On July 17, Direxion Daily South Korea Bull 3X Shares (KORU) fell 12.49% in regular trading to $15.79/share, with turnover of $169 million. The decline was driven by the Bank of Korea's surprise rate hike and a regulatory crackdown on leveraged ETF products triggering accelerated deleveraging across Korean equities.
The Bank of Korea on July 16 raised its benchmark rate 25 basis points to 2.75%, the first hike since January 2023, citing a weakening won, June CPI at 3.2%, and 75 consecutive weeks of rising home prices. Deutsche Bank forecasts three additional 25bp hikes to 3.50% by Q2 next year. Simultaneously, Korea's Financial Services Commission tightened single-stock leveraged ETF rules, tripling minimum margin requirements to 30 million won, capping trades at 20 shares, and banning new product listings. Foreign and institutional investors concentrated selling in tech names, with domestic institutions offloading approximately $738 million in ETFs on the day.
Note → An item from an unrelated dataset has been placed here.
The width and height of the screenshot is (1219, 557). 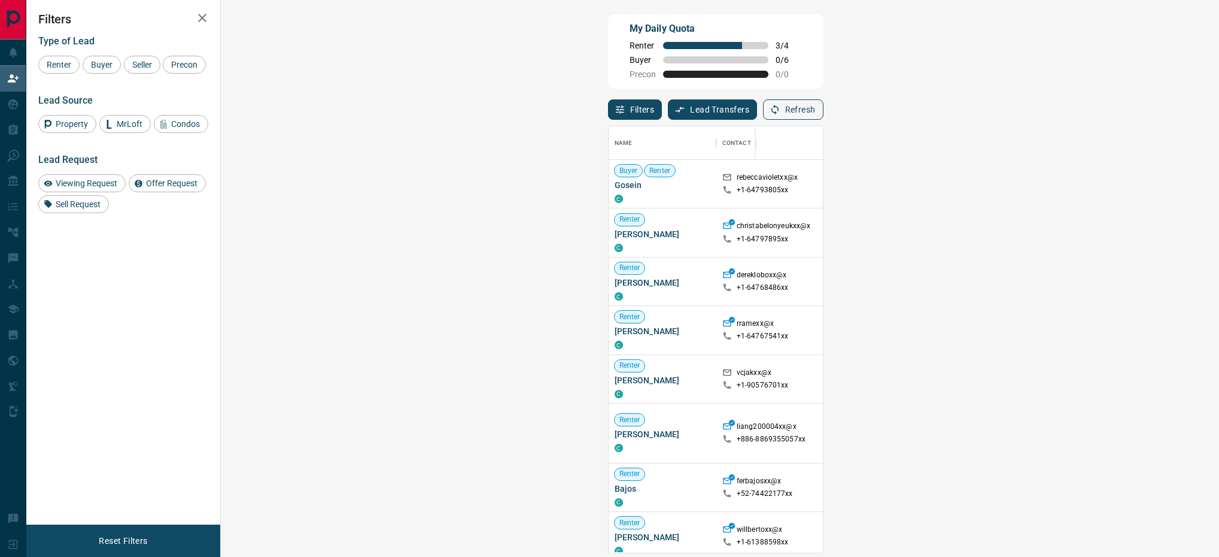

Leveraged ETF AUM has contracted from a peak of 2.4 trillion won to 1.7 trillion won, with analysts estimating the deleveraging process is only 30-40% complete.
(The above content is based on publicly available market information, generated by a program or algorithm, and is intended solely as a stock movement alert. It does not constitute investment advice or a basis for trading decisions.)